Moments Of Terror: The Story of Antarctic aviation By David Burke
Moments Of Terror: The Story of Antarctic aviation By David Burke
Hardcover
ISBN 0709053096
Publisher: Robert Hale Ltd 1994
Used - Very Good. This book is in very good condition. The DJ has some limited signs of wear and tear but the pages are clean, intact and the spine remains undamaged. This book has clearly been well maintained and looked after thus far. The book is protected with a Cellophane cover. Shelf rubbed.

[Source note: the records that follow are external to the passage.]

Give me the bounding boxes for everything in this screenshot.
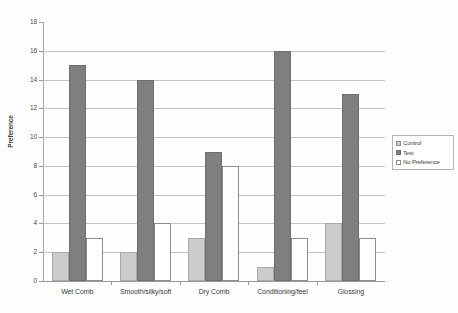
y-axis-title: Preference — [7, 115, 14, 148]
chart-figure: Preference 024681012141618 Wet CombSmoot… — [0, 0, 458, 313]
x-category-label: Wet Comb — [43, 288, 111, 296]
bar — [205, 152, 222, 282]
legend-item-control: Control — [396, 139, 451, 147]
legend-swatch-control-icon — [396, 141, 401, 146]
bar-group — [180, 22, 248, 281]
legend-item-no-preference: No Preference — [396, 158, 451, 166]
legend-label-test: Test — [403, 150, 413, 156]
bar — [69, 65, 86, 281]
bar — [52, 252, 69, 281]
bar-group — [43, 22, 111, 281]
x-axis-line — [43, 281, 385, 282]
legend-label-control: Control — [403, 140, 421, 146]
y-tick-label-14: 14 — [11, 77, 37, 84]
y-tick-label-2: 2 — [11, 249, 37, 256]
bar — [222, 166, 239, 281]
bar — [257, 267, 274, 281]
y-tick-label-16: 16 — [11, 48, 37, 55]
y-tick-label-18: 18 — [11, 19, 37, 26]
bar — [342, 94, 359, 281]
x-tick-separator — [317, 281, 318, 285]
x-category-label: Glossing — [317, 288, 385, 296]
x-category-label: Dry Comb — [180, 288, 248, 296]
bar — [325, 223, 342, 281]
x-tick-separator — [248, 281, 249, 285]
y-tick-label-8: 8 — [11, 163, 37, 170]
y-tick-label-12: 12 — [11, 105, 37, 112]
legend-swatch-no-preference-icon — [396, 160, 401, 165]
bar-group — [317, 22, 385, 281]
bar — [154, 223, 171, 281]
bar — [359, 238, 376, 281]
legend-label-no-preference: No Preference — [403, 159, 440, 165]
chart-legend: Control Test No Preference — [392, 135, 454, 170]
bar-group — [248, 22, 316, 281]
bar — [137, 80, 154, 281]
y-tick-label-0: 0 — [11, 278, 37, 285]
legend-swatch-test-icon — [396, 150, 401, 155]
y-tick-label-6: 6 — [11, 192, 37, 199]
x-tick-separator — [111, 281, 112, 285]
y-tick-label-10: 10 — [11, 134, 37, 141]
bar — [188, 238, 205, 281]
bar — [274, 51, 291, 281]
x-category-label: Smooth/silky/soft — [111, 288, 179, 296]
bar — [291, 238, 308, 281]
bar-group — [111, 22, 179, 281]
x-category-label: Conditioning/feel — [248, 288, 316, 296]
y-tick-mark-0 — [39, 281, 43, 282]
x-tick-separator — [180, 281, 181, 285]
bar — [120, 252, 137, 281]
bar — [86, 238, 103, 281]
y-tick-label-4: 4 — [11, 220, 37, 227]
plot-area — [43, 22, 385, 281]
legend-item-test: Test — [396, 149, 451, 157]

The conquest of Antarctica by air is one of this century's greatest exploration epics. In all its drama, tragedy and achievement it is a magnificent story - frequently heroic, regularly comic and often tragic - but at the same time a story rarely told. Men from every corner of the globe, some motivated by adventure, others by patriotism, clamoured to be among the first to fly over the last unconquered continent and claim it for their country. It began with the Australian adventurer and World War I hero, Sir Hubert Wilkins, who took off from the rough and ready airstrip on Deception Island and flew briefly above the southern ice on November 16, 1928. He was soon followed by other aviator adventurers: Admiral Richard E. Byrd, already a hero of the North Pole, and his fellow American, Lincoln Ellsworth, a swashbuckling New York millionaire who carried Wyatt Earp's gunbelt on his trailblazing flight to the Ross Sea; the Norwegian whalers and their spotting planes; and the Luft Hansa men in their big flying boats. Moments of Terror is an exciting story which takes us through the disasters and mercy dashes, the rivalries and rescues, and the chicanery and comradeship which have been a constant feature of Antarctic exploration and exploitation. With its rare photographs, many published here for the first time, and the stories of men, some modest, others brash, and their flimsy planes, this is a timely book as nations big and small attempt to resolve the future and ownership of the icy southern continent.